Posted by: Melvin () on Wed Apr 25 18:10:12 2001


Hello

Jargon about weight shift and insect crushing just goes on and on. It is such simplistic, artificial cause-and-effect thinking. I think a lot of it has to do with the big name weight shift gurus of the 1980s. People are afraid that just maybe there is something to this weight shift thing because so many famous people said there was. Folks are fearful of letting go of something they think might be beneficial.

Angular acceleration of the bat head cannot be produced by shifting weight. Period. When someone demonstrates it from the blackboard, or with practical examples from elite hitters, we can modify that thereom.

A weight shift should not be confused with striding or re-orienting to balance before body rotation accelerates the hands in an arc.
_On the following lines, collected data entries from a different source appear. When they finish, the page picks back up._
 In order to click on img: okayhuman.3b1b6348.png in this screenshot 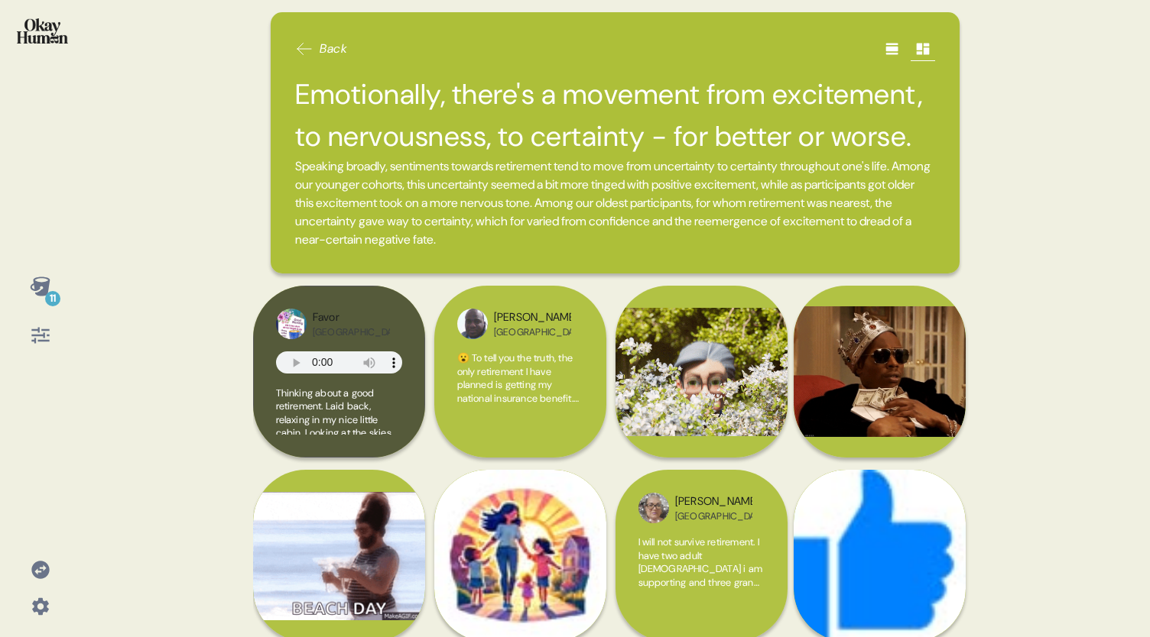, I will do `click(42, 31)`.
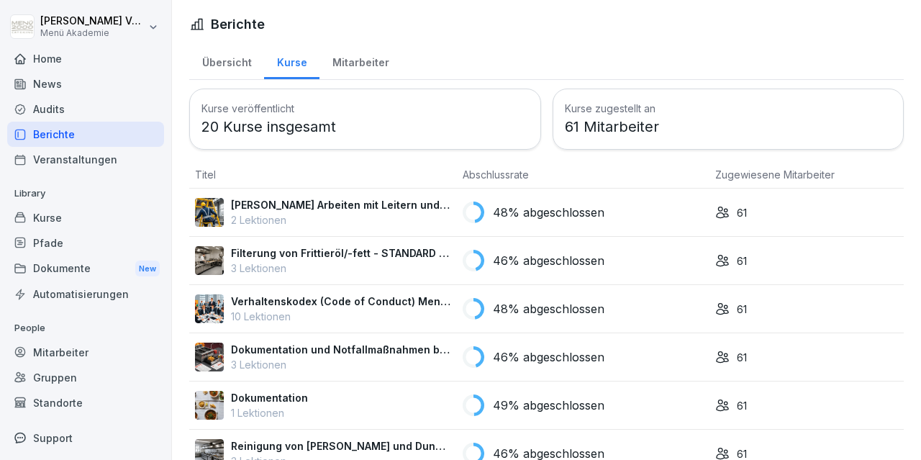 The image size is (921, 460). I want to click on img: jg117puhp44y4en97z3zv7dk.png, so click(209, 405).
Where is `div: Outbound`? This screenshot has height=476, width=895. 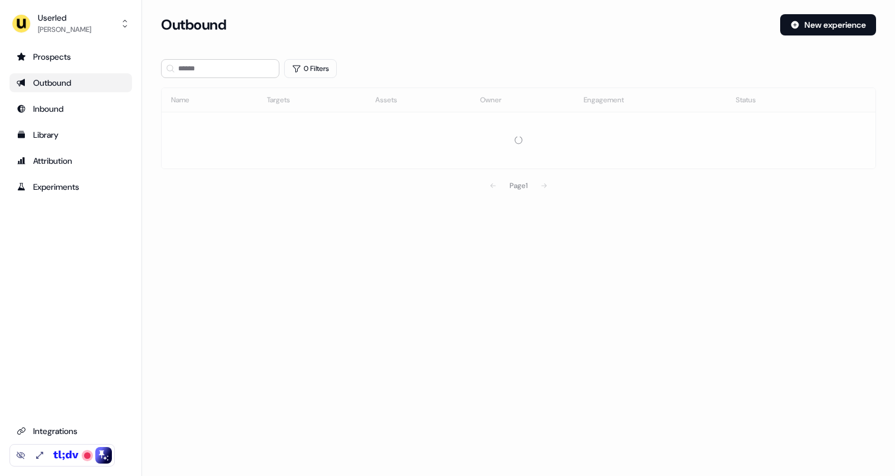 div: Outbound is located at coordinates (70, 83).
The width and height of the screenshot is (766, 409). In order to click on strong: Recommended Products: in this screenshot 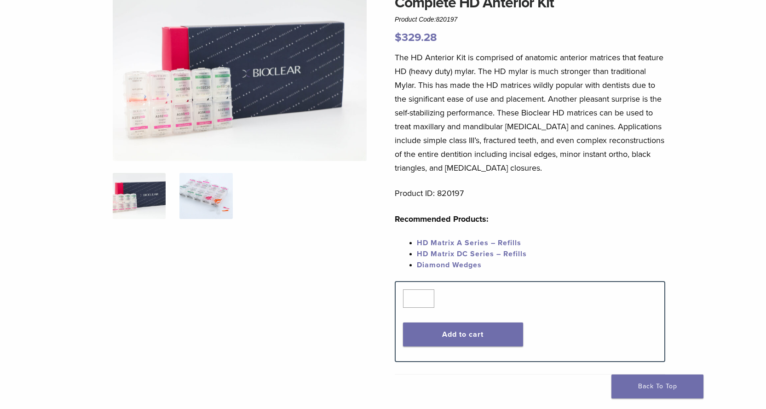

That is not a weight shift as defined by the 1980s hitting authorities. It is simply a balancing of the weight between the legs. We don't say a basketball player does a weight shift when he comes to a quick stop before shooting a jumper. He is simply getting balanced. Same with what some people call a weight shift in hitting.

Once good hitters get balance, there is no shifting of weight forward. It doesn't matter what the follow-through looks like. Some of them pose, some of them move forward after the swing, whatever. But none of them do it while the bat is accelerating. If they did, they would not be good hitters.

I am starting to see many of the good ones take it even further, keeping the back heel down until body rotation pulls it up. Hip rotation, or killing insects, or whatever term is popular these days contributes nothing to bat speed. The back heel coming up is a product of torso rotation. How can spinning the hips at 2-3 mph cause any angular acceleration of the bat head? It can't.

In fact, the best hitters take a page from what golfers have known for a long time: the lower body is best used to provide resistance to the rotating torso and then as a stable platform upon which the body rotates. Add some top hand torque, an slight upswing, circular hand path and unbroken wrists at contact, and you won't be killing bugs, you will be endangering infielders.

Weight shift and bug squashing. Nonsense.